The blackboard is being replaced by the whiteboard, and I can't tell whether I lament the loss of the blackboard. There are advantages to the whiteboard. It reminds me more of tabula rasa—Locke's blank slate always seemed white to me, pristine with fresh information. The white chalk dust settles into the crevices of keyboards on computers. Not good. The chalk dust can cause respiratory problems. Also, not good.

That white China-shiny, plasticky surface contrasts with the rough dark, heavy medieval swampy slate of my childhood. At the same time, with its plastic happy, blank white emptiness, the whiteboard seems, shall I say it, less intimidating.

The slate stone of the blackboard is made of metamorphic rock—volcanic ash and clay—something that springs forth from the deep interior of the earth, possibly from Hephaestus' dark regions. Plastic is something made in a labratory or factory by mixing chemicals. In five hundred years, the slate might return to the earth, but the plastic whiteboard will litter the landscape. Metamorphosis, from Greek, means to “transform,” while plastic, from the Greek, “plasticus,” means “capable of shaping or molding.” At its farthest reaches of argument, do we want to learn on a surface that molds us or one that transforms us?

* * *

I like the blackboard's earthiness. Its hardness. Its darkness and its history.

* * *

During the 18th century boys with buckteeth scribbled their lessons on small square slate boards. On one blisteringly cold day in Scotland, a geography teacher demanded that his students deliver their small slates to him immediately. The cold, underpaid, and annoyed geography teacher hung the small square slates on the wall to the bewilderment of his squirming boys. He proceeded to outline the geography of the world on these slates, the mountains, rivers, and oceans; the boundary lines of France and China, of Madagascar and the Philippines, so that his students could see the entire world at once. A revolution had begun. In 1801, West Point adopted the slate blackboard. There, the taller and stronger boys plotted control of the world.

I wonder what kind of history the whiteboard will have. It was introduced in the 1960s and became widespread in the United States during the 1980s and 90s.

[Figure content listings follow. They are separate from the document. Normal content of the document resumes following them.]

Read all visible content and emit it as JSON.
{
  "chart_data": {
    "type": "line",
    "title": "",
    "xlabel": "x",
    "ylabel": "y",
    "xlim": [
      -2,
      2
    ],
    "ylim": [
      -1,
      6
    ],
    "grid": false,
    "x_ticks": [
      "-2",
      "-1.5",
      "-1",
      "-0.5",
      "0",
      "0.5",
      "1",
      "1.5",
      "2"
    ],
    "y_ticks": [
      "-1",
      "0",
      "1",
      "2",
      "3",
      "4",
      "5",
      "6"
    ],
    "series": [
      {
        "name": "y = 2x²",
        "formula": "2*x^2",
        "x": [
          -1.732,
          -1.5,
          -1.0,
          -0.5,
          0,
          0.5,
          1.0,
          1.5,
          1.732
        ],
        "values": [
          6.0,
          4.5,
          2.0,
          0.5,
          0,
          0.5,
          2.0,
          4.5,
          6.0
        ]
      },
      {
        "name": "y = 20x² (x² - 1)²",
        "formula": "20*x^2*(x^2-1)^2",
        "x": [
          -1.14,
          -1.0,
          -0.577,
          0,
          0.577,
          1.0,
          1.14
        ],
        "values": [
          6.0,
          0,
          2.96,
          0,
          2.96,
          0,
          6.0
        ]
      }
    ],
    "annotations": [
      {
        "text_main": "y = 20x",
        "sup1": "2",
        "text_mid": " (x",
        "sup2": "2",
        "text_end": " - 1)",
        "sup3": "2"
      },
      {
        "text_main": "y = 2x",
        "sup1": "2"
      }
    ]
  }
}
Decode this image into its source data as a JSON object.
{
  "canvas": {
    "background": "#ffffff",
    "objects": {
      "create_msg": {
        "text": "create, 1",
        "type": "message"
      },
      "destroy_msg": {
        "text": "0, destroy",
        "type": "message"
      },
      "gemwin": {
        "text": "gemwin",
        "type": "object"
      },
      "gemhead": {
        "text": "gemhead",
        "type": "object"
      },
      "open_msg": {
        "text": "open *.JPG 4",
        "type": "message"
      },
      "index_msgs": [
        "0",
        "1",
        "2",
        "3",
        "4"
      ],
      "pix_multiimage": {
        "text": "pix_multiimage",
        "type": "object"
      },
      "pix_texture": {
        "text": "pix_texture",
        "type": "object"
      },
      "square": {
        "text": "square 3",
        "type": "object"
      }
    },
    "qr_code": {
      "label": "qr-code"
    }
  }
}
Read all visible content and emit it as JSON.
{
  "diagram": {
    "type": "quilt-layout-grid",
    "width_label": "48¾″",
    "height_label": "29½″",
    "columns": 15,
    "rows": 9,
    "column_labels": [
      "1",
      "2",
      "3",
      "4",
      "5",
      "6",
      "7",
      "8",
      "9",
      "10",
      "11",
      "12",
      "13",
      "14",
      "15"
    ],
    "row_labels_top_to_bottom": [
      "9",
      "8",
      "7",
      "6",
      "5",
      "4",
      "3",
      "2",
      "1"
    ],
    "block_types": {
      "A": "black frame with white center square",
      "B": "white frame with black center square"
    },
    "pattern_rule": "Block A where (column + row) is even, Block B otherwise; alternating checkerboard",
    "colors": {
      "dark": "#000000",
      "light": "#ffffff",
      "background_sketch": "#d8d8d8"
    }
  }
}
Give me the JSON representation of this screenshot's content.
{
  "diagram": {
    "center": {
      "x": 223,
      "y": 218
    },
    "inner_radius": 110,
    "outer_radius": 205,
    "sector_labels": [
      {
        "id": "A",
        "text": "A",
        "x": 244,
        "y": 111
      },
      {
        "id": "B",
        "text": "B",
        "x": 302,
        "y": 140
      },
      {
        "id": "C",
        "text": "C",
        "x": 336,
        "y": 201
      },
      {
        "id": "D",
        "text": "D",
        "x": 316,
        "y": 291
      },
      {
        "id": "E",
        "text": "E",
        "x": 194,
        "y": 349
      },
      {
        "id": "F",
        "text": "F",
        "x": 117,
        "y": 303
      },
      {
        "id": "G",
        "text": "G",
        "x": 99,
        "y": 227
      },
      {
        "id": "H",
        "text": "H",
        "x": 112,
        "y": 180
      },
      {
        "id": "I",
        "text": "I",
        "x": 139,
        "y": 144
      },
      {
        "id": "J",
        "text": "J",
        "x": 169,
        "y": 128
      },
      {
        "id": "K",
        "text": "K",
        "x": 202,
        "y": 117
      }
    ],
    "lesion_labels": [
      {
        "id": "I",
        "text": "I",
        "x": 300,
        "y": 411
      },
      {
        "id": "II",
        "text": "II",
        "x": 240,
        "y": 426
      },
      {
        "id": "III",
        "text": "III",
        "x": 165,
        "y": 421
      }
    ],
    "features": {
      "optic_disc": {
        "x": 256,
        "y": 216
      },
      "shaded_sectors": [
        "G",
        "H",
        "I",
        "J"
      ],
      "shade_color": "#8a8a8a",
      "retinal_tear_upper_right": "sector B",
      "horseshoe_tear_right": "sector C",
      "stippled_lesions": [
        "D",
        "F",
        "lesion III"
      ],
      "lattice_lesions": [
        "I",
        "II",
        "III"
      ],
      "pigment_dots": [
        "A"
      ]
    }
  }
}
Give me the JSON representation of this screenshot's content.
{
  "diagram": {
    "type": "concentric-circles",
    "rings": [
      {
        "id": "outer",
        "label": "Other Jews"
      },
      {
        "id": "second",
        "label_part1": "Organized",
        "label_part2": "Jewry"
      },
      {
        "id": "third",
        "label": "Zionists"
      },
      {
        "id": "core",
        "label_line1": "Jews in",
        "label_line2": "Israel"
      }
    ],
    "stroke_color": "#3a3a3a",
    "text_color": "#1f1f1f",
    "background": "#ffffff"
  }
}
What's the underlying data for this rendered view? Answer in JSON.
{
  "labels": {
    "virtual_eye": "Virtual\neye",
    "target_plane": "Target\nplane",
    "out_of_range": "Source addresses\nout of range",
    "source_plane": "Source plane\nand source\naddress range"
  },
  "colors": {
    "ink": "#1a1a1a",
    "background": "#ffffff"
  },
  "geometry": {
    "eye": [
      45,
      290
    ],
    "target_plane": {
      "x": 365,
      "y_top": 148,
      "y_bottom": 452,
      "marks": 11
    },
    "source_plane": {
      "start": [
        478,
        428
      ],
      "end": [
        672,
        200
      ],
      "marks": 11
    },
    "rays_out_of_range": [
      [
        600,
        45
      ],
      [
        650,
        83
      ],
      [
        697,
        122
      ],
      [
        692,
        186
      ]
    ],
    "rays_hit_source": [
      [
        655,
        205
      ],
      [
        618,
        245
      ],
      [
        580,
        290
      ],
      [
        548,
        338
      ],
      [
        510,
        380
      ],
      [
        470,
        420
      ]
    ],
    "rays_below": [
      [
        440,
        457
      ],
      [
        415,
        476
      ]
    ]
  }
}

A whiteboard can also be referred to as a “wipeboard,” “markerboard,” “dry-erase board,” “dry-wipe board,” or a “pen-board.” The whiteboard will have a short life, a transitory life, an insect's life. Perhaps before a name has been settled on, it will have disappeared entirely. My students tell me, enthusiastically, that schools have already begun using the Interactive Whiteboard. A larger than life computer shot across a screen, where students use their fingers like magic wands. Poof: Google.

I can say that my parents, grandparents, great grandparents, and great great grandparents learned about algebra, trigonometry, Dionysus, Aphrodite, and tic-tac-toe on the same hard, dark slate that I did. There is something solid about that. Something concrete.